These are the pieces I wrote this past week and posted to Medium. Most of my writing in recent weeks has been focused on the Novel Coronavirus outbreak, which is to be expected given how deeply it is affecting the entire globe.
My mom is in a memory care unit in Las Vegas. Elkhorn-Jones is a small, but excellent facility that specializes in Alzheimer’s and dementia patients. Its staff is amazingly attentive and they keep the residents busy and engaged, which keeps people like my mom on an even keel.
This is where we are at today, as the virus count increases geometrically. We have state governments attempting to shut their borders to people from other states — Rhode Island and Florida will not be the last to do this.
This virus is real. The impacts are real. But this is the kind of thing that happens when there is no federal leadership and when we have a president whose prescription for all ills is to close our national borders rather than to address the infections that are killing us from the inside.
Immigration? Shut the borders and, for god’s sake, don’t address the reason that millions around the globe have been forced to flee their homes — kleptocracy and corruption, climate, war, violence, broken economies, etc.
Terrorism? Shut the borders and, for god’s sake, don’t address the root causes of terrorism, which are similar to those driving the refugee crisis — corruption and a sense of lost power.
COVID-19? Shut the borders to China. Then Europe. And now, the state’s are closing their borders to other states, attempting to restrict the movement of Americans within their own country, as if the virus respects borders, as if the virus can be contained without an aggressive and unified response.
We need federal leadership. We need to nationalize the manufacture of ventilators (Trump final ordered GM to manufacture them under the Defense Protection Act, though other companies need to be doing the same). We need the manufacture of tests, research into drugs, a moratorium on mortgage and rent, on insurance payments, utility payments at a national level, which in turn would allow people to stay home without as much worry about their finances.
The governors of Rhode Island and Florida are doing what they think will protect their residents and, while I think their approaches are problematic, I can’t blame them.
We watch the news: Job losses. Ventilator shortages. Drive-through testing sites at capacity. New York is running out of hospital beds. This is what why public health officials say we need to flatten the curve — to slow the spread of the coronavirus and allow us to provide healthcare without being overwhelmed, which is likely to lead to shortages and rationing. It’s what we’ve witnessed in Italy, and we would be foolish to assume that it can’t happen here.
But we’re healthy. We’re stocked up, prepared for the most part. This is not the case for all. The Times today reports on what it calls the “most vulnerable,” those in refugee camps who have fled war and famine and are packed into camps that lack even the most basic sanitary conditions. “(I)nternational health experts and aid workers,” the Times reports, “are increasingly worried that the virus could ravage the world’s most vulnerable people: the tens of millions forced from their homes by violent conflict.”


--- What you should do ---
Among the entries below, find the line with "This screenshot has" and the line with "The height and". Return exactly those lines and every line between them, but no pictures.

START Records shown

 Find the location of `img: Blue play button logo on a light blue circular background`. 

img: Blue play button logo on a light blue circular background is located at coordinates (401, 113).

END Records shown
START Records shown

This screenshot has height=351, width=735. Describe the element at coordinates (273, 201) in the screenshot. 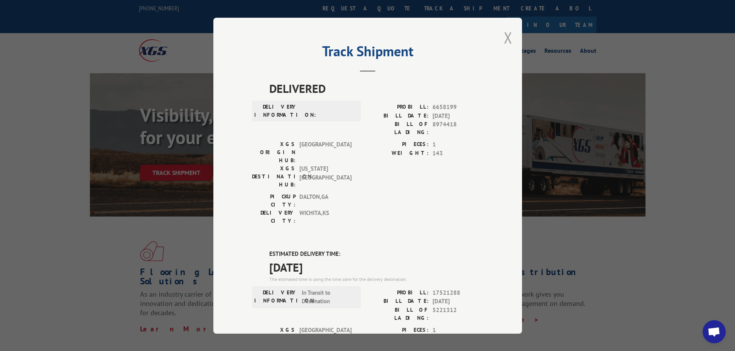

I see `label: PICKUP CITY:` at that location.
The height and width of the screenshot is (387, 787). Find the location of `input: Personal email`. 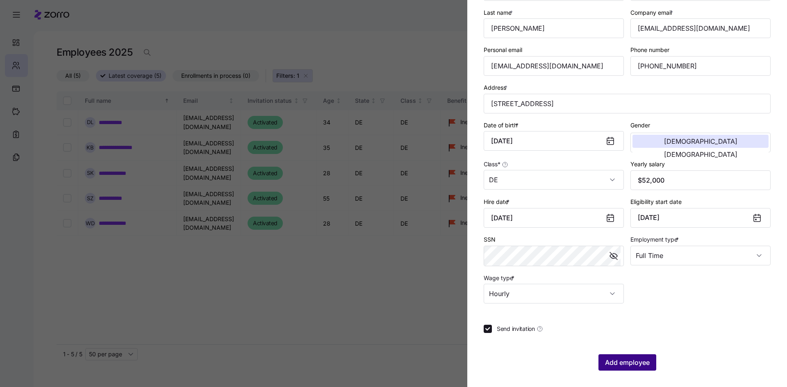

END Records shown

--- Result ---
This screenshot has height=351, width=735. Describe the element at coordinates (273, 201) in the screenshot. 

I see `label: PICKUP CITY:` at that location.
The height and width of the screenshot is (387, 787). Find the location of `input: Personal email`. 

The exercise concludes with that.